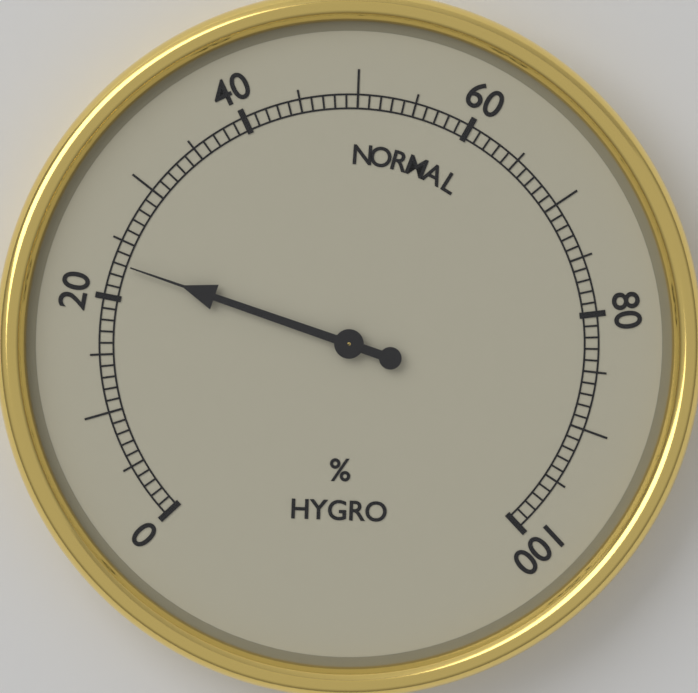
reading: 23 %
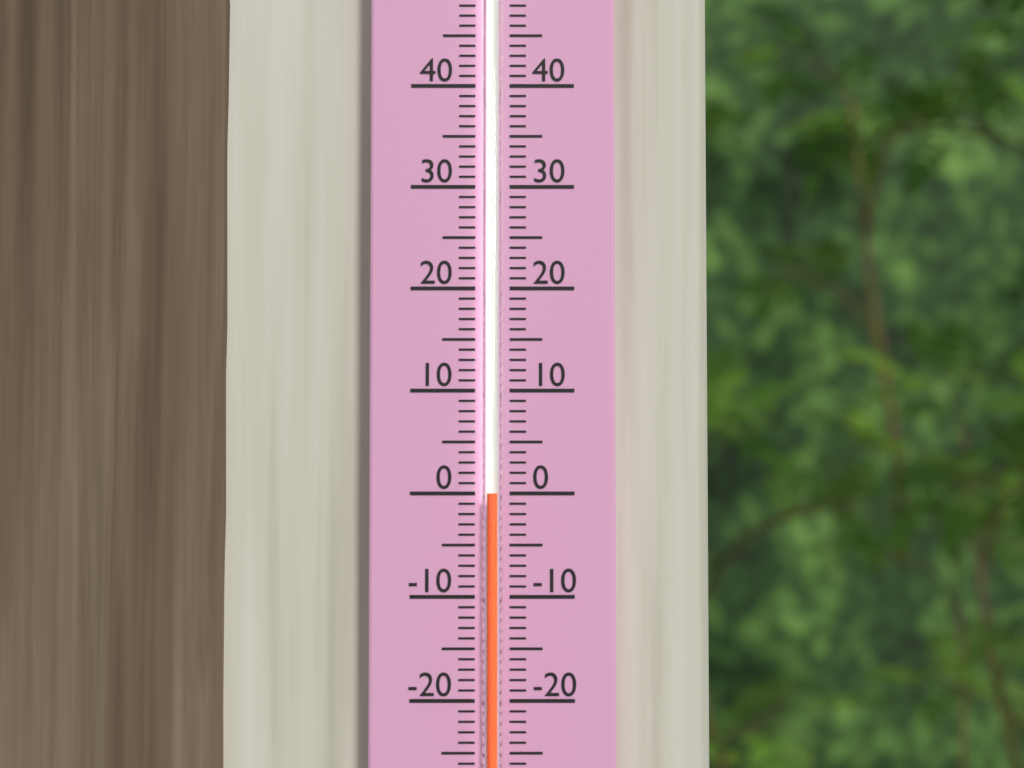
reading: 0 (no unit)
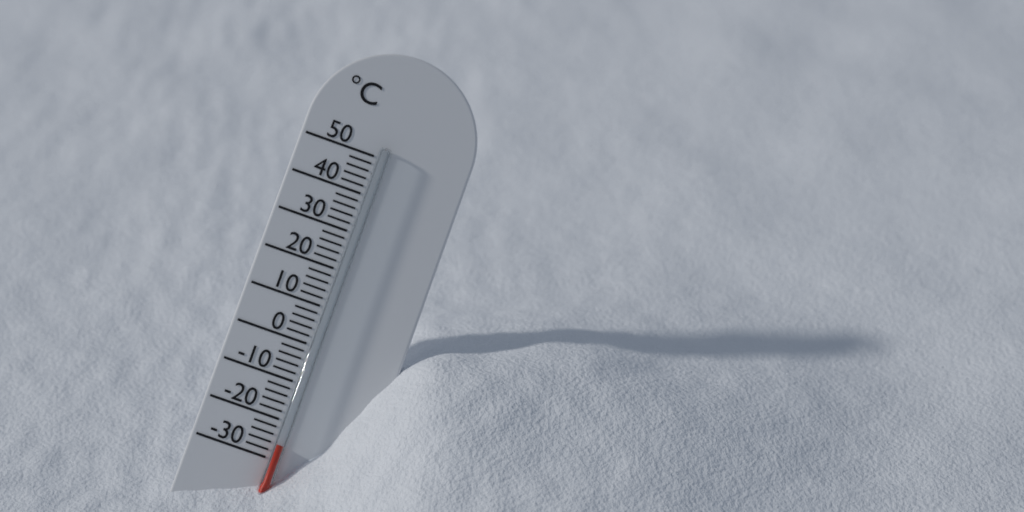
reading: -26 °C
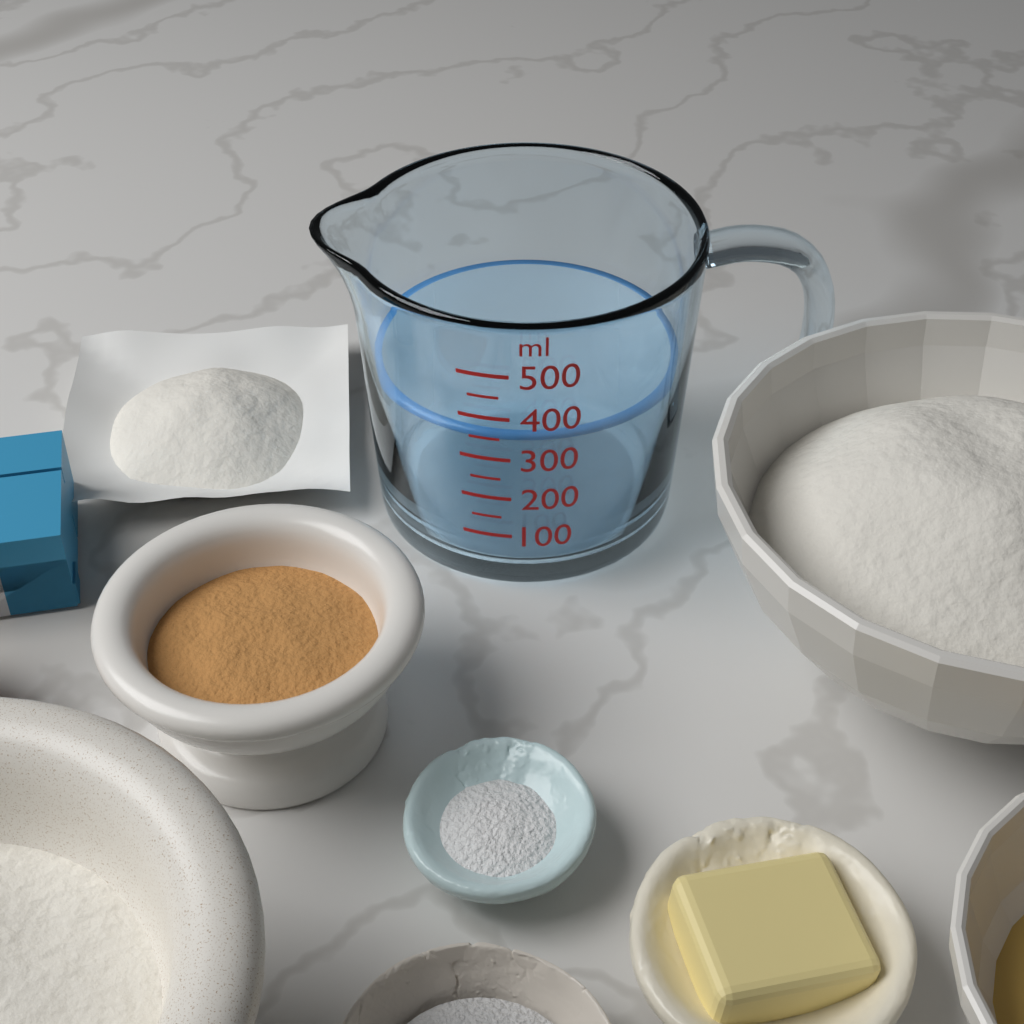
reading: 350 ml
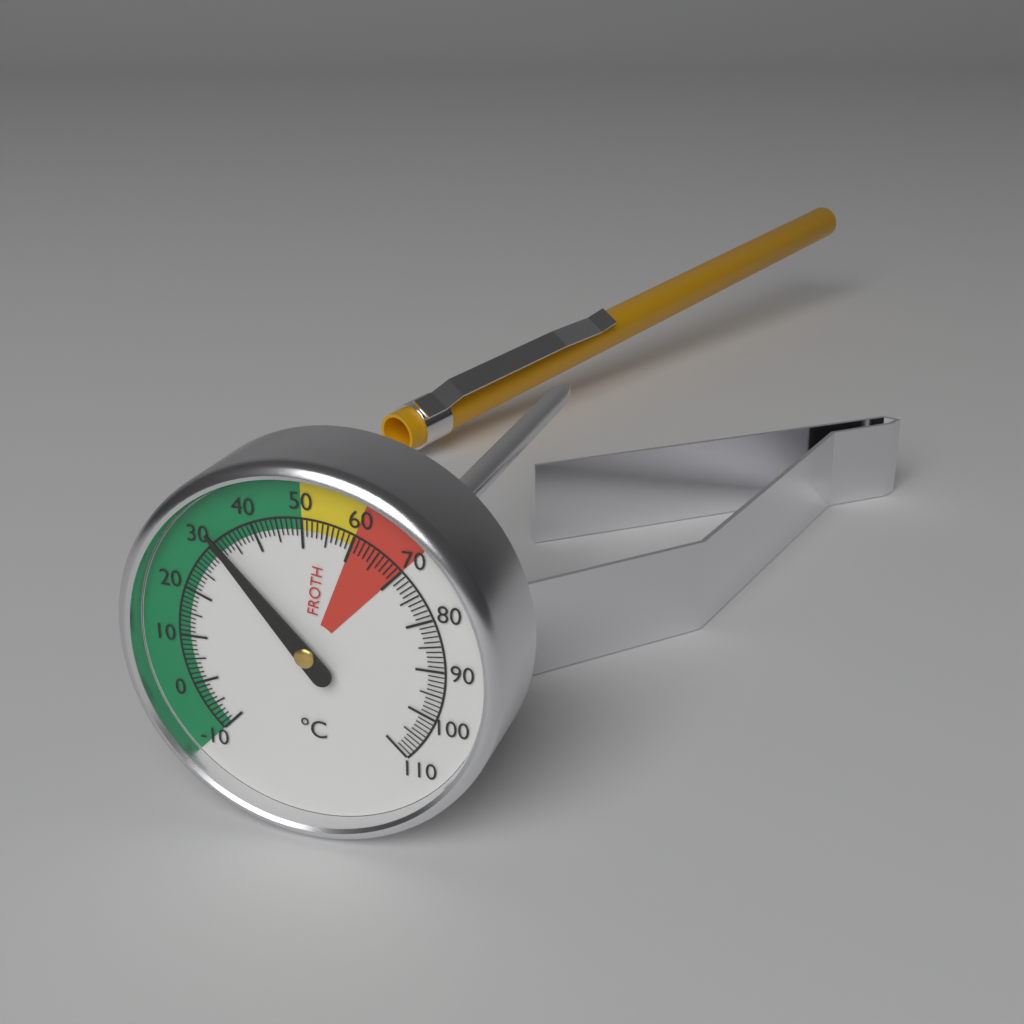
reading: 32 °C
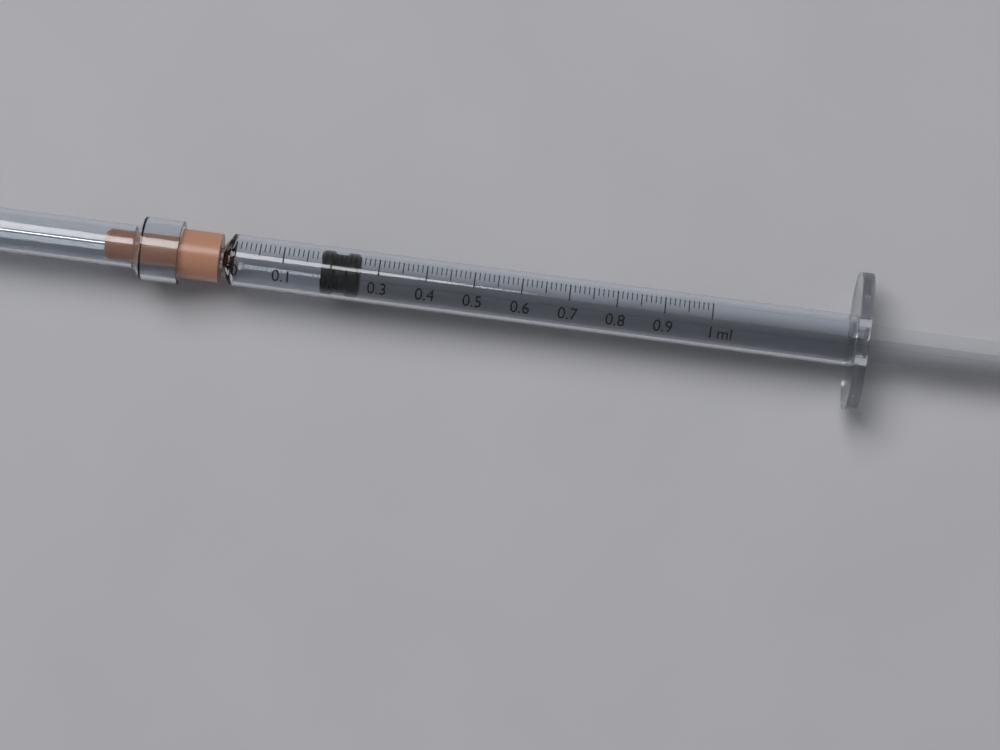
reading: 0.18 ml
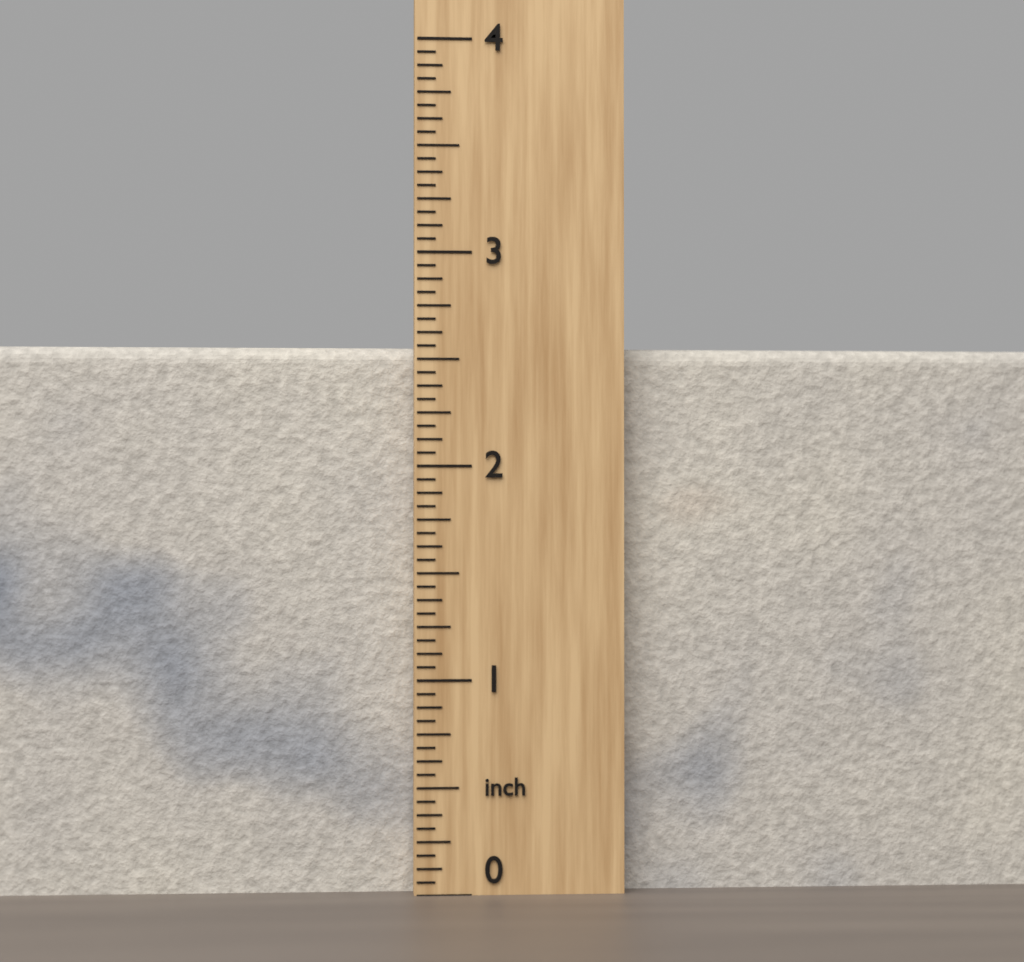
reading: 2.5625 inch
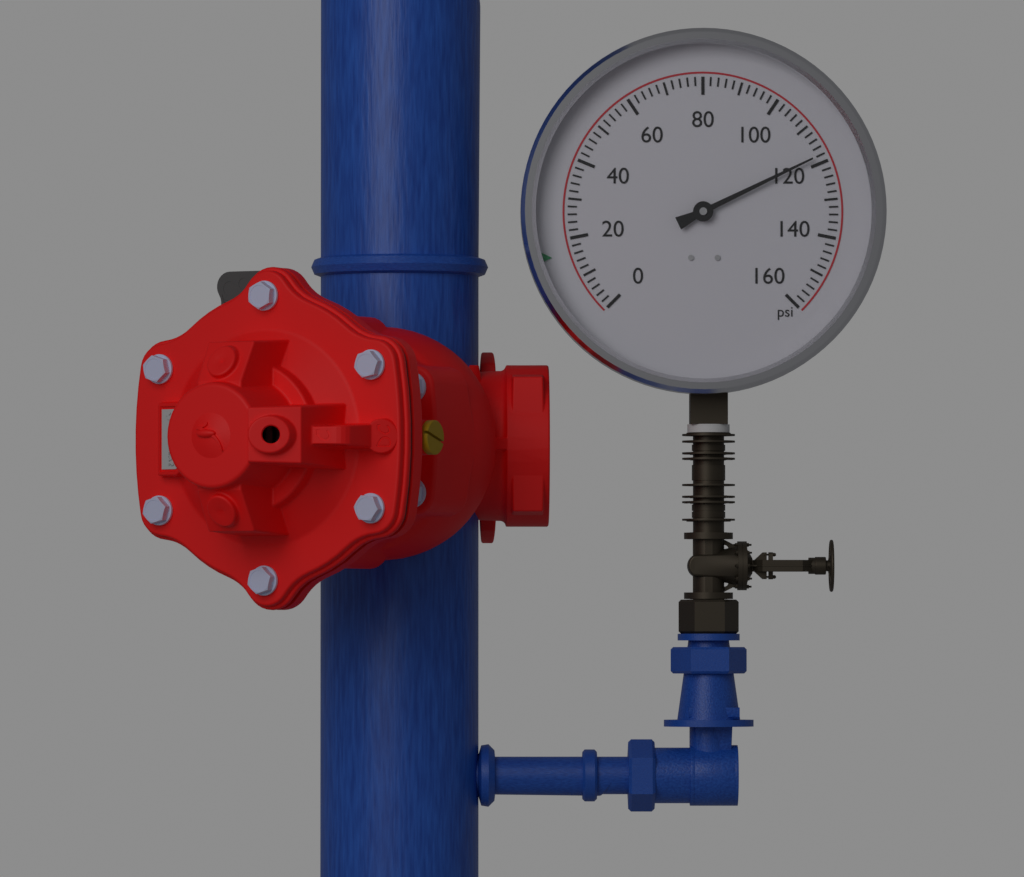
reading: 118 psi
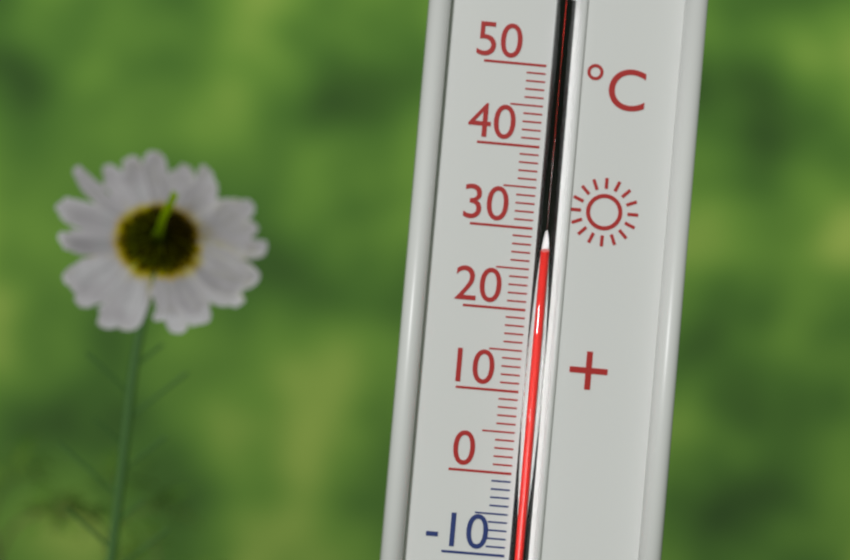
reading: 27 °C
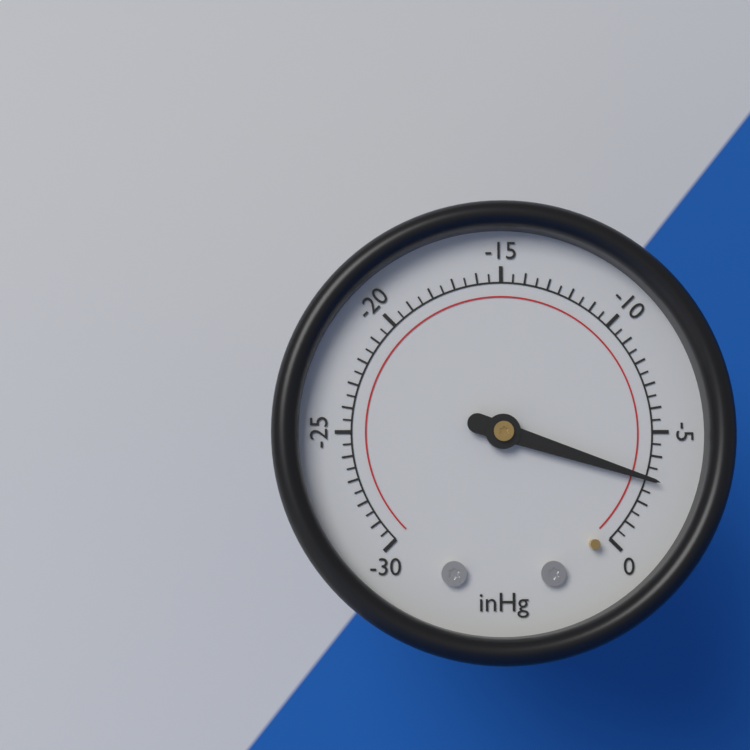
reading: -3.0 inHg
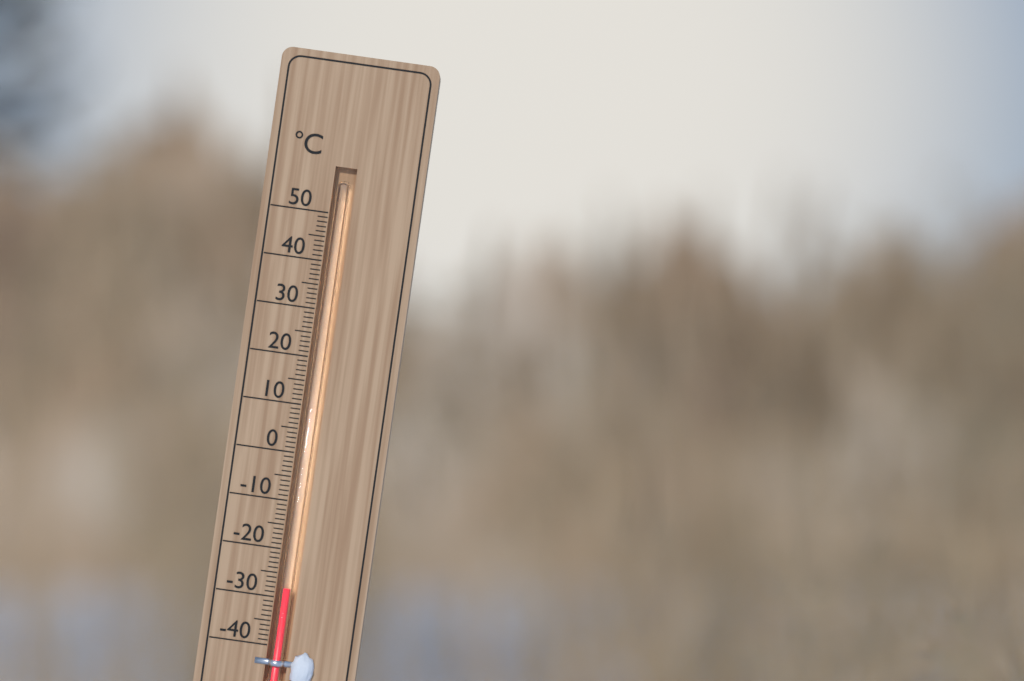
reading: -28 °C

About this exercise ▸
Omit the pictures and print the listing exactly.

Answer box ▸
reading: 23 %
reading: 0 (no unit)
reading: -26 °C
reading: 350 ml
reading: 32 °C
reading: 0.18 ml
reading: 2.5625 inch
reading: 118 psi
reading: 27 °C
reading: -3.0 inHg
reading: -28 °C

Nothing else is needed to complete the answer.